The images used in this article are from the paper, the introductory slides, or were created based on them.

Summary

This paper focuses on "answer verification," which is essential for evaluating the performance of LLMs and designing rewards in reinforcement learning.

Conventional verification methods have been based on simple string matching using regular expressions or using generic LLMs as judges.
However, the former requires rule customization and is inflexible, while the latter requires task-specific prompt adjustment and carries a high risk of illusions and false positives.
Another major limitation was the lack of a comprehensive benchmark that could evaluate complex problems and diverse solution formats across the board.

To address these issues, the authors built a new evaluation platform called VerifierBench and developed a lightweight and highly accurate verification model called CompassVerifier.
This enables answer verification across multiple domains, including mathematics, knowledge, and reasoning, and presents a robust framework that can accurately identify not only incorrect answers but also invalid responses.

Proposed Methodology

The method proposed by the authors consists of two pillars.

The first is VerifierBench.
This is a benchmark of over 1.3 million responses collected from over 50 models and 15 datasets, maintained through multi-step automated validation and expert annotation. In addition to correct and incorrect responses, invalid responses (incomplete, repetitive, rejected responses, etc.) are clearly labeled, allowing for more precise performance evaluation than previously possible.

The second is CompassVerifier .
This model is based on VerifierBench and is enhanced by three extensions.
The extensions are (1) error-pattern-driven adversarial extensions to improve tolerance to misclassification, (2) complex formula extensions to improve equivalence checking for a variety of notations, and (3) generalization extensions to improve adaptability to different tasks and prompt formats.

These innovations make CompassVerifier more accurate and robust than conventional regular-expression-based and LLM-based verifiers.

Experiments

In our experiments, we trained CompassVerifier on a parameter scale from 3B to 32B and evaluated it using VerifierBench.
Comparisons were made with generic LLMs such as GPT-4o and DeepSeek-V3, as well as existing dedicated verifiers xVerify and Tencent-RLVR.
As a result, CompassVerifier achieved new SOTA in all areas. In particular, the 32B model achieved an accuracy of over 90% and an F1 score of over 87%, significantly outperforming similarly sized LLMs and existing verifiers.

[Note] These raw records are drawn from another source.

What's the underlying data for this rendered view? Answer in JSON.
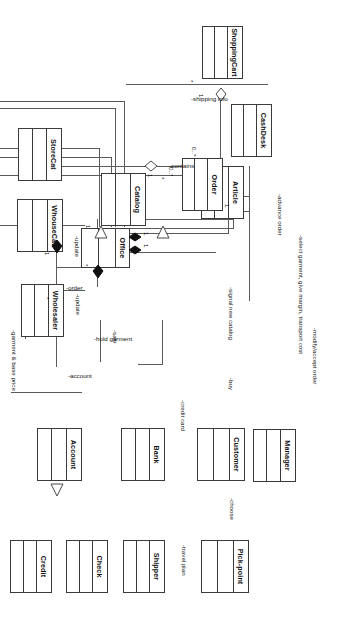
{
  "diagram": {
    "notation": "UML class diagram",
    "orientation": "rotated-90-clockwise",
    "background_color": "#ffffff",
    "line_color": "#5a5a5a",
    "border_color": "#3a3a3a",
    "text_color": "#111111"
  },
  "classes": [
    {
      "id": "shoppingcart",
      "name": "ShoppingCart"
    },
    {
      "id": "article",
      "name": "Article"
    },
    {
      "id": "cashdesk",
      "name": "CashDesk"
    },
    {
      "id": "order",
      "name": "Order"
    },
    {
      "id": "catalog",
      "name": "Catalog"
    },
    {
      "id": "storecat",
      "name": "StoreCat"
    },
    {
      "id": "whousecat",
      "name": "WhouseCat"
    },
    {
      "id": "office",
      "name": "Office"
    },
    {
      "id": "wholesaler",
      "name": "Wholesaler"
    },
    {
      "id": "manager",
      "name": "Manager"
    },
    {
      "id": "customer",
      "name": "Customer"
    },
    {
      "id": "bank",
      "name": "Bank"
    },
    {
      "id": "account",
      "name": "Account"
    },
    {
      "id": "pickpoint",
      "name": "Pick-point"
    },
    {
      "id": "shipper",
      "name": "Shipper"
    },
    {
      "id": "check",
      "name": "Check"
    },
    {
      "id": "credit",
      "name": "Credit"
    }
  ],
  "edge_labels": [
    {
      "id": "shipping_info",
      "text": "-shipping info"
    },
    {
      "id": "contains",
      "text": "-contains"
    },
    {
      "id": "advance_order",
      "text": "-advance order"
    },
    {
      "id": "modify_accept",
      "text": "-modify/accept order"
    },
    {
      "id": "select_garment",
      "text": "-select garment, give margin, transport cost"
    },
    {
      "id": "sale",
      "text": "-sale"
    },
    {
      "id": "signal_catalog",
      "text": "-signal new catalog"
    },
    {
      "id": "buy",
      "text": "-buy"
    },
    {
      "id": "hold_garment",
      "text": "-hold garment"
    },
    {
      "id": "credit_card",
      "text": "-credit card"
    },
    {
      "id": "account_lbl",
      "text": "-account"
    },
    {
      "id": "order_lbl",
      "text": "-order"
    },
    {
      "id": "update_catalog",
      "text": "-update"
    },
    {
      "id": "update_whole",
      "text": "-update"
    },
    {
      "id": "garment_price",
      "text": "-garment & base price"
    },
    {
      "id": "choose",
      "text": "-choose"
    },
    {
      "id": "travel_plan",
      "text": "-travel plan"
    }
  ],
  "multiplicities": [
    {
      "id": "m_cart_1",
      "text": "1"
    },
    {
      "id": "m_cart_star",
      "text": "*"
    },
    {
      "id": "m_article_0n",
      "text": "0..*"
    },
    {
      "id": "m_cont_0n",
      "text": "0..*"
    },
    {
      "id": "m_cash_1",
      "text": "1"
    },
    {
      "id": "m_order_star",
      "text": "*"
    },
    {
      "id": "m_cat_1",
      "text": "1"
    },
    {
      "id": "m_off_1a",
      "text": "1"
    },
    {
      "id": "m_off_1b",
      "text": "1"
    },
    {
      "id": "m_upd_1",
      "text": "1"
    },
    {
      "id": "m_off_star",
      "text": "*"
    },
    {
      "id": "m_bank_1",
      "text": "1"
    },
    {
      "id": "m_acct_star",
      "text": "*"
    },
    {
      "id": "m_pick_1",
      "text": "1"
    },
    {
      "id": "m_pick_star",
      "text": "*"
    }
  ]
}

In addition, in the evaluation by answer format, while high scores were obtained for multiple-choice questions, sequential answers and answers containing multiple subquestions were more difficult, and conventional models were limited to F1 scores of 40 or less, while CompassVerifier consistently maintained high accuracy.
Furthermore, the effectiveness of CompassVerifier as a reward model in reinforcement learning was also verified, and training with CompassVerifier showed higher convergence efficiency and performance improvement than with the rule-based verifier.

This confirms that the model is promising not only as an evaluation platform but also as a reward signal to guide learning.